I have spent a lot of time trying to come up with something to write about for the high holidays and I find that it is a very difficult topic. There is so much to write about and yet at the same time so little.

As we celebrate the world getting older we are also given the chance to start over and be forgiven for our transgressions. There are many traditions in Judaism that have been used to remove the stain of sin and allow people to start over again. The one that first comes to mind is that when the Israelites were wandering in the desert, they would transfer all of their sins onto a goat and then send the goat out into the wilderness. There is also the method that is probably most familiar to people today, Tashlikh, which is observed on the first day of Rosh HaShanah (except when the first day is Shabbat!) when we symbolically cast off our sins by throwing bread into a moving body of water.

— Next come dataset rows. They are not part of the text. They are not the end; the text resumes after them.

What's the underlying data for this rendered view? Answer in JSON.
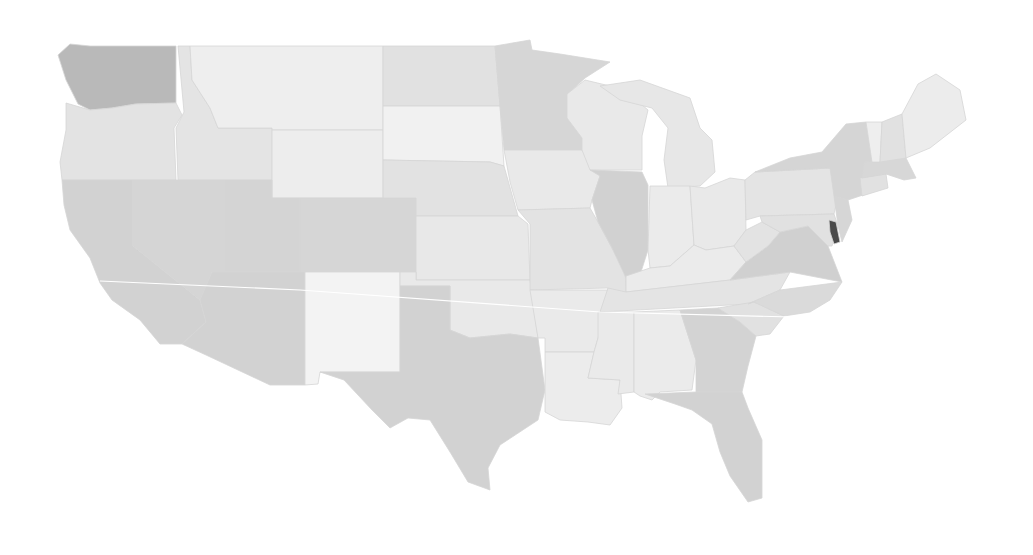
{
  "map": {
    "type": "choropleth",
    "region": "Contiguous United States",
    "palette": {
      "background": "#ffffff",
      "lightest": "#f1f1f1",
      "light": "#e8e8e8",
      "mid_light": "#e0e0e0",
      "mid": "#d7d7d7",
      "mid_dark": "#cfcfcf",
      "dark": "#b4b4b4",
      "darkest": "#4a4a4a"
    },
    "states": [
      {
        "id": "WA",
        "shade": "#b9b9b9",
        "d": "M58,55 L70,44 L90,46 L176,46 L176,103 L136,104 L112,108 L90,110 L78,104 L66,80 Z"
      },
      {
        "id": "OR",
        "shade": "#e3e3e3",
        "d": "M66,103 L90,110 L112,108 L136,104 L176,103 L182,115 L174,128 L176,180 L62,180 L60,162 L66,130 Z"
      },
      {
        "id": "CA",
        "shade": "#d2d2d2",
        "d": "M62,180 L133,180 L133,246 L200,300 L206,322 L182,344 L160,344 L140,320 L112,300 L100,283 L90,258 L70,230 L64,205 Z"
      },
      {
        "id": "ID",
        "shade": "#e4e4e4",
        "d": "M178,46 L190,46 L192,80 L210,108 L218,128 L272,128 L272,180 L178,180 L176,128 L184,112 Z"
      },
      {
        "id": "NV",
        "shade": "#d5d5d5",
        "d": "M133,180 L225,180 L225,272 L212,272 L200,300 L133,246 Z"
      },
      {
        "id": "MT",
        "shade": "#eeeeee",
        "d": "M190,46 L383,46 L383,130 L272,130 L272,128 L218,128 L210,108 L192,80 Z"
      },
      {
        "id": "WY",
        "shade": "#ededed",
        "d": "M272,130 L383,130 L383,198 L272,198 Z"
      },
      {
        "id": "UT",
        "shade": "#d4d4d4",
        "d": "M225,180 L272,180 L272,198 L300,198 L300,272 L225,272 Z"
      },
      {
        "id": "AZ",
        "shade": "#d2d2d2",
        "d": "M212,272 L305,272 L305,385 L270,385 L206,355 L182,344 L206,322 L200,300 Z"
      },
      {
        "id": "CO",
        "shade": "#d6d6d6",
        "d": "M300,198 L416,198 L416,272 L300,272 Z"
      },
      {
        "id": "NM",
        "shade": "#f3f3f3",
        "d": "M305,272 L400,272 L400,372 L320,372 L318,384 L305,385 Z"
      },
      {
        "id": "ND",
        "shade": "#e1e1e1",
        "d": "M383,46 L495,46 L500,106 L383,106 Z"
      },
      {
        "id": "SD",
        "shade": "#f1f1f1",
        "d": "M383,106 L500,106 L504,166 L490,162 L383,160 Z"
      },
      {
        "id": "NE",
        "shade": "#e2e2e2",
        "d": "M383,160 L490,162 L504,166 L518,216 L416,216 L416,198 L383,198 Z"
      },
      {
        "id": "KS",
        "shade": "#e8e8e8",
        "d": "M416,216 L518,216 L528,224 L530,280 L416,280 Z"
      },
      {
        "id": "OK",
        "shade": "#e9e9e9",
        "d": "M400,272 L416,272 L416,280 L530,280 L538,338 L510,334 L470,338 L450,330 L450,286 L400,286 Z"
      },
      {
        "id": "TX",
        "shade": "#d2d2d2",
        "d": "M400,286 L450,286 L450,330 L470,338 L510,334 L538,338 L545,390 L538,420 L500,445 L488,468 L490,490 L468,482 L450,452 L430,420 L408,418 L390,428 L372,410 L344,380 L320,372 L400,372 Z"
      },
      {
        "id": "MN",
        "shade": "#d6d6d6",
        "d": "M495,46 L530,40 L532,50 L560,54 L610,62 L585,78 L570,92 L567,118 L582,138 L582,150 L504,150 L500,106 Z"
      },
      {
        "id": "IA",
        "shade": "#e9e9e9",
        "d": "M504,150 L582,150 L590,162 L600,176 L592,200 L590,208 L518,210 L510,182 Z"
      },
      {
        "id": "MO",
        "shade": "#e3e3e3",
        "d": "M518,210 L590,208 L598,222 L612,248 L625,268 L626,294 L608,298 L608,288 L530,290 L530,224 Z"
      },
      {
        "id": "AR",
        "shade": "#eaeaea",
        "d": "M530,290 L608,290 L605,310 L598,338 L594,352 L545,352 L545,338 L538,338 Z"
      },
      {
        "id": "LA",
        "shade": "#ececec",
        "d": "M545,352 L594,352 L588,378 L620,380 L622,408 L610,425 L588,422 L560,420 L545,412 L545,390 Z"
      },
      {
        "id": "WI",
        "shade": "#e9e9e9",
        "d": "M567,94 L585,80 L610,86 L634,98 L648,110 L642,136 L642,170 L590,170 L582,150 L582,138 L567,118 Z"
      },
      {
        "id": "IL",
        "shade": "#d1d1d1",
        "d": "M590,170 L642,172 L648,185 L648,250 L640,275 L628,282 L612,248 L598,222 L592,200 L600,176 Z"
      },
      {
        "id": "MI",
        "shade": "#e7e7e7",
        "d": "M600,86 L640,80 L690,98 L700,128 L712,140 L715,172 L700,186 L668,188 L664,160 L668,128 L652,108 L620,100 Z"
      },
      {
        "id": "IN",
        "shade": "#ebebeb",
        "d": "M650,186 L690,186 L694,245 L670,266 L650,268 L648,250 Z"
      },
      {
        "id": "OH",
        "shade": "#e9e9e9",
        "d": "M690,186 L705,188 L730,178 L745,180 L746,230 L734,246 L706,250 L694,245 Z"
      },
      {
        "id": "KY",
        "shade": "#ebebeb",
        "d": "M626,276 L650,268 L670,266 L694,245 L706,250 L734,246 L746,262 L730,280 L626,292 Z"
      },
      {
        "id": "TN",
        "shade": "#e4e4e4",
        "d": "M608,288 L626,292 L730,280 L790,272 L780,290 L748,304 L600,312 Z"
      },
      {
        "id": "MS",
        "shade": "#eaeaea",
        "d": "M598,312 L634,312 L634,392 L618,394 L620,380 L588,378 L594,352 L598,338 Z"
      },
      {
        "id": "AL",
        "shade": "#ebebeb",
        "d": "M634,312 L680,310 L696,360 L692,390 L660,392 L652,400 L640,396 L634,392 Z"
      },
      {
        "id": "GA",
        "shade": "#d3d3d3",
        "d": "M680,310 L718,308 L740,322 L756,336 L748,366 L742,392 L720,394 L696,392 L696,360 Z"
      },
      {
        "id": "FL",
        "shade": "#d2d2d2",
        "d": "M645,394 L696,392 L742,392 L748,408 L762,440 L762,498 L748,502 L730,476 L720,452 L712,424 L692,410 L675,404 Z"
      },
      {
        "id": "SC",
        "shade": "#e1e1e1",
        "d": "M718,308 L754,302 L784,316 L770,334 L756,336 L740,322 Z"
      },
      {
        "id": "NC",
        "shade": "#dadada",
        "d": "M748,304 L780,290 L842,282 L830,300 L810,312 L784,316 L754,302 Z"
      },
      {
        "id": "VA",
        "shade": "#d0d0d0",
        "d": "M730,280 L746,262 L768,246 L780,232 L808,226 L828,246 L842,282 L790,272 Z"
      },
      {
        "id": "WV",
        "shade": "#e3e3e3",
        "d": "M734,246 L746,230 L762,222 L780,232 L768,246 L746,262 Z"
      },
      {
        "id": "PA",
        "shade": "#e4e4e4",
        "d": "M745,180 L755,172 L830,168 L840,186 L834,214 L760,216 L746,220 Z"
      },
      {
        "id": "MD",
        "shade": "#e1e1e1",
        "d": "M760,216 L834,214 L838,226 L832,246 L828,246 L808,226 L780,232 L762,222 Z"
      },
      {
        "id": "DE",
        "shade": "#4a4a4a",
        "d": "M829,220 L836,222 L840,242 L834,244 L830,232 Z"
      },
      {
        "id": "NJ",
        "shade": "#d6d6d6",
        "d": "M834,196 L848,200 L852,220 L842,242 L838,226 Z"
      },
      {
        "id": "NY",
        "shade": "#d5d5d5",
        "d": "M755,172 L790,158 L822,152 L846,124 L866,122 L872,160 L878,190 L860,196 L848,200 L834,196 L830,168 Z"
      },
      {
        "id": "CT",
        "shade": "#e1e1e1",
        "d": "M860,178 L886,174 L888,188 L862,196 Z"
      },
      {
        "id": "MA",
        "shade": "#d7d7d7",
        "d": "M864,162 L906,158 L916,178 L904,180 L886,174 L862,178 Z"
      },
      {
        "id": "VT",
        "shade": "#eeeeee",
        "d": "M866,122 L882,122 L880,162 L872,162 Z"
      },
      {
        "id": "NH",
        "shade": "#e1e1e1",
        "d": "M882,122 L902,114 L906,158 L880,162 Z"
      },
      {
        "id": "ME",
        "shade": "#ececec",
        "d": "M902,114 L918,84 L936,74 L960,90 L966,120 L930,148 L906,158 Z"
      }
    ],
    "seams": [
      {
        "id": "seam-line",
        "d": "M100,281 L300,290 L600,312 L830,318"
      }
    ]
  }
}
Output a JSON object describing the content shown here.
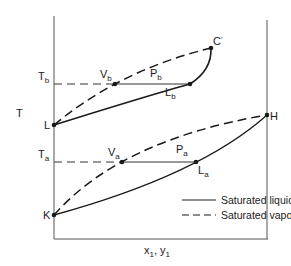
{
  "diagram": {
    "type": "phase-diagram",
    "axes": {
      "y_label": "T",
      "x_label": "x",
      "x_label_sub": "1",
      "x_label_sep": ", ",
      "x_label2": "y",
      "x_label2_sub": "1"
    },
    "temperature_levels": [
      {
        "main": "T",
        "sub": "b"
      },
      {
        "main": "T",
        "sub": "a"
      }
    ],
    "points": {
      "L": {
        "main": "L",
        "sub": ""
      },
      "K": {
        "main": "K",
        "sub": ""
      },
      "H": {
        "main": "H",
        "sub": ""
      },
      "C_prime": {
        "main": "C",
        "sub": "'"
      },
      "V_b": {
        "main": "V",
        "sub": "b"
      },
      "P_b": {
        "main": "P",
        "sub": "b"
      },
      "L_b": {
        "main": "L",
        "sub": "b"
      },
      "V_a": {
        "main": "V",
        "sub": "a"
      },
      "P_a": {
        "main": "P",
        "sub": "a"
      },
      "L_a": {
        "main": "L",
        "sub": "a"
      }
    },
    "legend": [
      {
        "style": "solid",
        "label": "Saturated liquid"
      },
      {
        "style": "dashed",
        "label": "Saturated vapor"
      }
    ],
    "colors": {
      "line": "#1a1a1a",
      "axis": "#555555",
      "background": "#ffffff"
    }
  }
}
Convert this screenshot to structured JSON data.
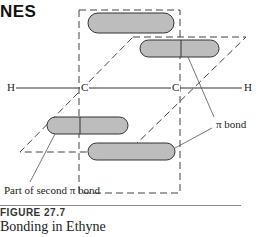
{
  "header": {
    "title_fragment": "NES"
  },
  "diagram": {
    "atoms": {
      "h_left": "H",
      "c_left": "C",
      "c_right": "C",
      "h_right": "H"
    },
    "labels": {
      "pi_bond": "π bond",
      "second_pi_bond": "Part of second π bond"
    },
    "colors": {
      "orbital_fill": "#bdbdbd",
      "orbital_stroke": "#333333",
      "dash": "#444444"
    }
  },
  "caption": {
    "figure_number": "FIGURE 27.7",
    "title": "Bonding in Ethyne"
  }
}
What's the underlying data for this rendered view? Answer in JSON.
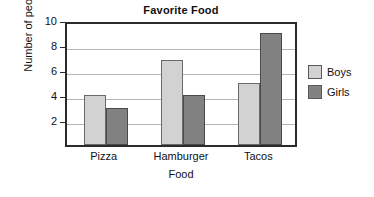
{
  "chart_data": {
    "type": "bar",
    "title": "Favorite Food",
    "xlabel": "Food",
    "ylabel": "Number of people",
    "categories": [
      "Pizza",
      "Hamburger",
      "Tacos"
    ],
    "series": [
      {
        "name": "Boys",
        "color": "#d2d2d2",
        "values": [
          4,
          6.8,
          5
        ]
      },
      {
        "name": "Girls",
        "color": "#828282",
        "values": [
          3,
          4,
          9
        ]
      }
    ],
    "ylim": [
      0,
      10
    ],
    "yticks": [
      2,
      4,
      6,
      8,
      10
    ],
    "ytick_labels": [
      "2",
      "4",
      "6",
      "8",
      "10"
    ],
    "grid": true,
    "legend_position": "right"
  }
}
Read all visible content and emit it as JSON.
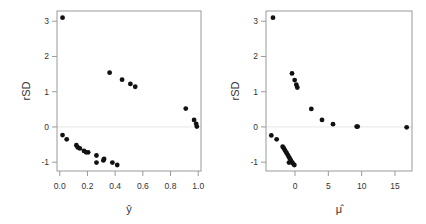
{
  "chart_data": [
    {
      "type": "scatter",
      "title": "",
      "xlabel": "ŷ",
      "ylabel": "rSD",
      "xlim": [
        -0.02,
        1.02
      ],
      "ylim": [
        -1.25,
        3.29
      ],
      "xticks": [
        0.0,
        0.2,
        0.4,
        0.6,
        0.8,
        1.0
      ],
      "xtick_labels": [
        "0.0",
        "0.2",
        "0.4",
        "0.6",
        "0.8",
        "1.0"
      ],
      "yticks": [
        -1,
        0,
        1,
        2,
        3
      ],
      "ytick_labels": [
        "-1",
        "0",
        "1",
        "2",
        "3"
      ],
      "reference_line": {
        "y": 0,
        "color": "#e0e0e0"
      },
      "grid": false,
      "legend": null,
      "points": [
        {
          "x": 0.02,
          "y": 3.1
        },
        {
          "x": 0.02,
          "y": -0.23
        },
        {
          "x": 0.05,
          "y": -0.35
        },
        {
          "x": 0.12,
          "y": -0.52
        },
        {
          "x": 0.13,
          "y": -0.58
        },
        {
          "x": 0.145,
          "y": -0.61
        },
        {
          "x": 0.175,
          "y": -0.68
        },
        {
          "x": 0.19,
          "y": -0.72
        },
        {
          "x": 0.205,
          "y": -0.72
        },
        {
          "x": 0.265,
          "y": -0.81
        },
        {
          "x": 0.265,
          "y": -1.01
        },
        {
          "x": 0.315,
          "y": -0.95
        },
        {
          "x": 0.32,
          "y": -0.91
        },
        {
          "x": 0.38,
          "y": -1.01
        },
        {
          "x": 0.415,
          "y": -1.08
        },
        {
          "x": 0.36,
          "y": 1.54
        },
        {
          "x": 0.45,
          "y": 1.34
        },
        {
          "x": 0.51,
          "y": 1.22
        },
        {
          "x": 0.545,
          "y": 1.14
        },
        {
          "x": 0.91,
          "y": 0.52
        },
        {
          "x": 0.97,
          "y": 0.2
        },
        {
          "x": 0.985,
          "y": 0.09
        },
        {
          "x": 0.99,
          "y": 0.01
        }
      ]
    },
    {
      "type": "scatter",
      "title": "",
      "xlabel": "μ̂",
      "ylabel": "rSD",
      "xlim": [
        -4.35,
        17.55
      ],
      "ylim": [
        -1.25,
        3.29
      ],
      "xticks": [
        0,
        5,
        10,
        15
      ],
      "xtick_labels": [
        "0",
        "5",
        "10",
        "15"
      ],
      "yticks": [
        -1,
        0,
        1,
        2,
        3
      ],
      "ytick_labels": [
        "-1",
        "0",
        "1",
        "2",
        "3"
      ],
      "reference_line": {
        "y": 0,
        "color": "#e0e0e0"
      },
      "grid": false,
      "legend": null,
      "points": [
        {
          "x": -3.3,
          "y": 3.1
        },
        {
          "x": -3.55,
          "y": -0.24
        },
        {
          "x": -2.75,
          "y": -0.35
        },
        {
          "x": -1.85,
          "y": -0.56
        },
        {
          "x": -1.7,
          "y": -0.6
        },
        {
          "x": -1.55,
          "y": -0.65
        },
        {
          "x": -1.4,
          "y": -0.7
        },
        {
          "x": -1.25,
          "y": -0.74
        },
        {
          "x": -1.1,
          "y": -0.79
        },
        {
          "x": -0.95,
          "y": -0.84
        },
        {
          "x": -0.8,
          "y": -0.89
        },
        {
          "x": -0.65,
          "y": -0.94
        },
        {
          "x": -0.9,
          "y": -1.01
        },
        {
          "x": -0.5,
          "y": -0.99
        },
        {
          "x": -0.35,
          "y": -1.03
        },
        {
          "x": -0.1,
          "y": -1.08
        },
        {
          "x": -0.45,
          "y": 1.52
        },
        {
          "x": -0.05,
          "y": 1.33
        },
        {
          "x": 0.2,
          "y": 1.2
        },
        {
          "x": 0.35,
          "y": 1.12
        },
        {
          "x": 2.45,
          "y": 0.51
        },
        {
          "x": 4.05,
          "y": 0.2
        },
        {
          "x": 5.7,
          "y": 0.08
        },
        {
          "x": 9.25,
          "y": 0.01
        },
        {
          "x": 9.4,
          "y": 0.01
        },
        {
          "x": 16.75,
          "y": -0.01
        }
      ]
    }
  ],
  "panels": [
    {
      "xlabel": "ŷ",
      "ylabel": "rSD"
    },
    {
      "xlabel": "μ̂",
      "ylabel": "rSD"
    }
  ],
  "style": {
    "point_color": "#111111",
    "frame_color": "#9a9a9a",
    "text_color": "#333333",
    "zero_line_color": "#e6e6e6"
  }
}
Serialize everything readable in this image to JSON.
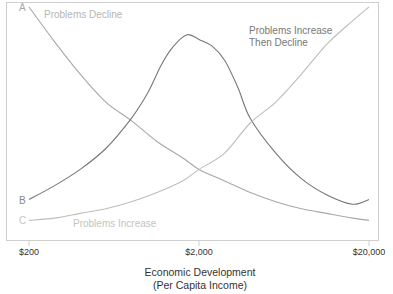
{
  "chart_data": {
    "type": "line",
    "title": "",
    "xlabel": "Economic Development",
    "xlabel_sub": "(Per Capita Income)",
    "ylabel": "",
    "x_scale": "log",
    "xlim": [
      200,
      20000
    ],
    "ylim": [
      0,
      100
    ],
    "grid": false,
    "x_ticks": [
      {
        "value": 200,
        "label": "$200"
      },
      {
        "value": 2000,
        "label": "$2,000"
      },
      {
        "value": 20000,
        "label": "$20,000"
      }
    ],
    "series": [
      {
        "id": "A",
        "name": "Problems Decline",
        "color": "#a8a8a8",
        "letter_color": "#a8a8a8",
        "points": [
          [
            200,
            97
          ],
          [
            283,
            82
          ],
          [
            400,
            68
          ],
          [
            566,
            56
          ],
          [
            800,
            48
          ],
          [
            1131,
            39
          ],
          [
            1600,
            32
          ],
          [
            2000,
            27
          ],
          [
            2828,
            22
          ],
          [
            4000,
            17
          ],
          [
            5657,
            13
          ],
          [
            8000,
            10
          ],
          [
            11314,
            8
          ],
          [
            16000,
            6
          ],
          [
            20000,
            5
          ]
        ]
      },
      {
        "id": "B",
        "name": "Problems Increase Then Decline",
        "color": "#777777",
        "letter_color": "#888888",
        "points": [
          [
            200,
            14
          ],
          [
            283,
            20
          ],
          [
            400,
            27
          ],
          [
            566,
            36
          ],
          [
            800,
            49
          ],
          [
            1000,
            60
          ],
          [
            1200,
            72
          ],
          [
            1414,
            80
          ],
          [
            1700,
            85
          ],
          [
            2000,
            83
          ],
          [
            2400,
            80
          ],
          [
            2828,
            74
          ],
          [
            3400,
            62
          ],
          [
            4000,
            49
          ],
          [
            5657,
            34
          ],
          [
            8000,
            23
          ],
          [
            11314,
            16
          ],
          [
            16000,
            12
          ],
          [
            20000,
            14
          ]
        ]
      },
      {
        "id": "C",
        "name": "Problems Increase",
        "color": "#bdbdbd",
        "letter_color": "#c4c4c4",
        "points": [
          [
            200,
            5
          ],
          [
            283,
            6
          ],
          [
            400,
            8
          ],
          [
            566,
            10
          ],
          [
            800,
            13
          ],
          [
            1131,
            17
          ],
          [
            1600,
            22
          ],
          [
            2000,
            27
          ],
          [
            2828,
            34
          ],
          [
            4000,
            47
          ],
          [
            5657,
            56
          ],
          [
            8000,
            68
          ],
          [
            11314,
            81
          ],
          [
            16000,
            91
          ],
          [
            20000,
            97
          ]
        ]
      }
    ],
    "annotations": [
      {
        "series": "A",
        "text": [
          "Problems Decline"
        ],
        "color": "#b5b5b5"
      },
      {
        "series": "B",
        "text": [
          "Problems Increase",
          "Then Decline"
        ],
        "color": "#777777"
      },
      {
        "series": "C",
        "text": [
          "Problems Increase"
        ],
        "color": "#c4c4c4"
      }
    ]
  }
}
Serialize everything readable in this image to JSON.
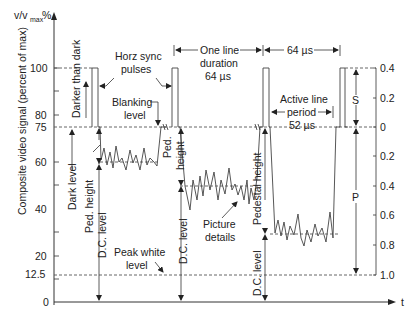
{
  "figure": {
    "y_axis_top_label": "v/v max %",
    "y_axis_label": "Composite video signal (percent of max)",
    "x_axis_label": "t",
    "left_ticks": [
      "100",
      "80",
      "75",
      "60",
      "40",
      "20",
      "12.5",
      "0"
    ],
    "right_ticks": [
      "0.4",
      "0.2",
      "0",
      "0.2",
      "0.4",
      "0.6",
      "0.8",
      "1.0"
    ]
  },
  "annotations": {
    "darker_than_dark": "Darker than dark",
    "horz_sync_1": "Horz sync",
    "horz_sync_2": "pulses",
    "blanking_1": "Blanking",
    "blanking_2": "level",
    "one_line_1": "One line",
    "one_line_2": "duration",
    "one_line_3": "64 µs",
    "sixty_four": "64 µs",
    "active_1": "Active line",
    "active_2": "period",
    "active_3": "52 µs",
    "dark_level": "Dark level",
    "ped_height": "Ped. height",
    "ped_1": "Ped.",
    "ped_2": "height",
    "pedestal_height": "Pedestal height",
    "dc_level": "D.C. level",
    "picture_1": "Picture",
    "picture_2": "details",
    "peak_white_1": "Peak white",
    "peak_white_2": "level",
    "s_label": "S",
    "p_label": "P"
  }
}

There is one more tradition that I know of called Shlugen Kapores. In this very old tradition, chickens are spun around people's heads and then are killed; the people are free of sins because sins have been transferred to the chicken. This method of transferring sins brings to mind two stories I heard while growing up. One is a children's story called, When the Chickens Went on Strike, a story about chickens who go on strike in an attempt to put a halt to this tradition. The second story is one my grandmother has told me about her father (who was a kosher butcher) who supplied chickens and performed this tradition to families in their neighborhood. The chickens were then slaughtered and at least one was given to his landlord (a non-Jew).

Besides all of these traditions there are also the ten days between Rosh HaShanah and Yom Kippur, during which we have the time to ask those we have wronged for forgiveness. This one is the hardest acts for most of us to do, but perhaps the most important. With the process of actively asking forgiveness, we are acknowledging publicly that we have committed a sin. If the person does not accept our apology we need to attempt to ask forgiveness two more times and if the person still does not yield, then we are forgiven, for we have tried. In this way, a person who has truly tried to be forgiven is not punished for the hard-heart of another.

All of the traditions that accompany the observance of a new year are important, but asking someone for forgiveness, which has the least amount of ritual associated with it, is probably the most important. Perhaps there are fewer rituals accompanying the act of asking for forgiveness because it is a ritual in itself to keep and build relationships in a community.